Exercise aim
Below are entries. Reproduce exactly the lines between the line holding "Locate an element on the screen. The" and the line holding "You are a GUI", inclusive, and only those.

Data provided
+++

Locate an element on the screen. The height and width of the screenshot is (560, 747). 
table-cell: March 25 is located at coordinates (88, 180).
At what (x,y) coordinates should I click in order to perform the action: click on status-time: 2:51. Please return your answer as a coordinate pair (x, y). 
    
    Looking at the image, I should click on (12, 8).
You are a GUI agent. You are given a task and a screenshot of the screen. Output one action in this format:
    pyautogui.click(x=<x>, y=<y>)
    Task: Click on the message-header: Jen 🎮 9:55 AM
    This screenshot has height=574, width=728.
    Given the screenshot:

+++

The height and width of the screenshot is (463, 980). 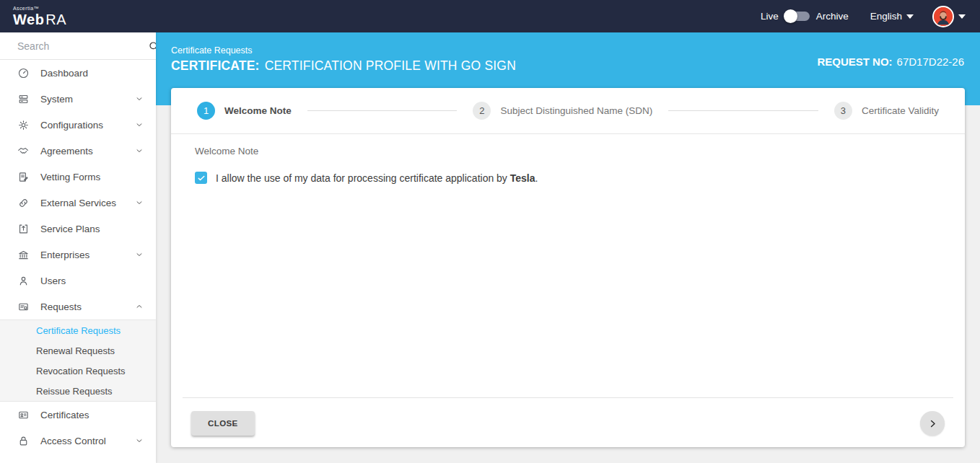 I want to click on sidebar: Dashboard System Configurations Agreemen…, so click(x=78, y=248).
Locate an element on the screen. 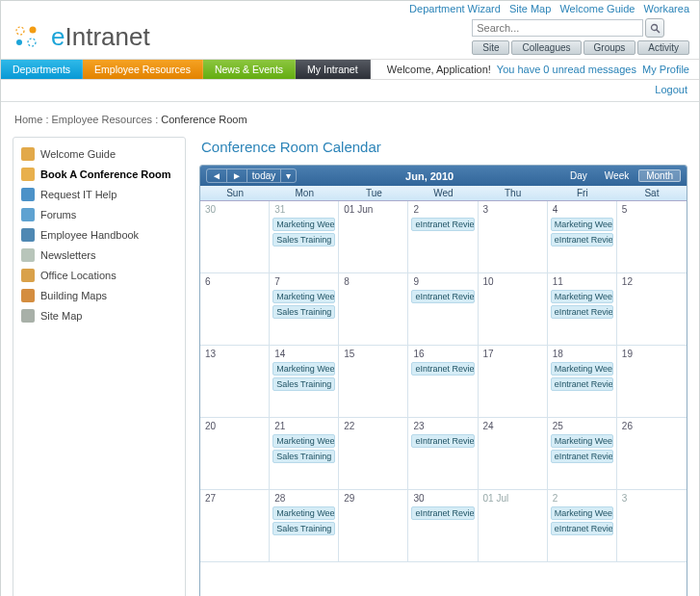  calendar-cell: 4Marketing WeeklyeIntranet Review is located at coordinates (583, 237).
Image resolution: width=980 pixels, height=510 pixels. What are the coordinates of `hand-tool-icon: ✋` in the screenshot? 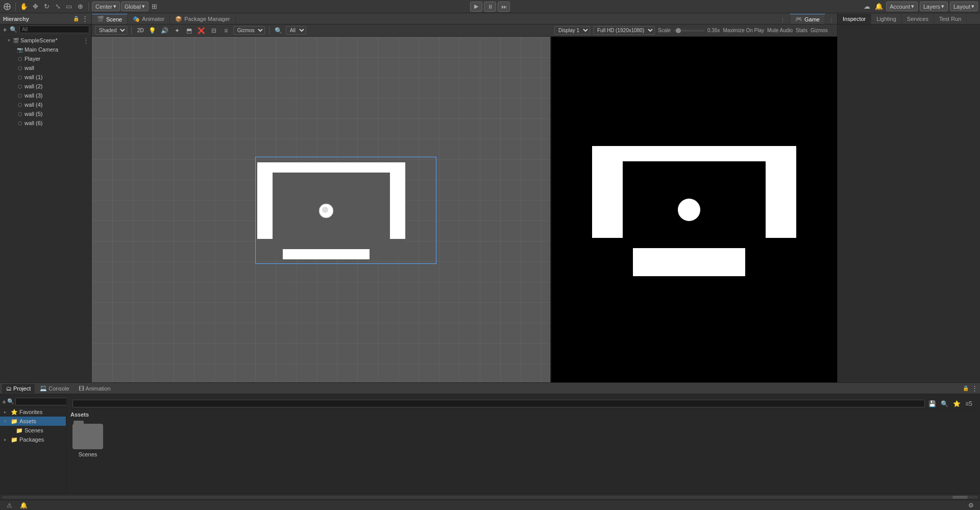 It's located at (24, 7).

+++

Final answer
Locate an element on the screen. The height and width of the screenshot is (560, 747). 
table-cell: March 25 is located at coordinates (88, 180).
At what (x,y) coordinates should I click in order to perform the action: click on status-time: 2:51. Please return your answer as a coordinate pair (x, y). 
    
    Looking at the image, I should click on (12, 8).
You are a GUI agent. You are given a task and a screenshot of the screen. Output one action in this format:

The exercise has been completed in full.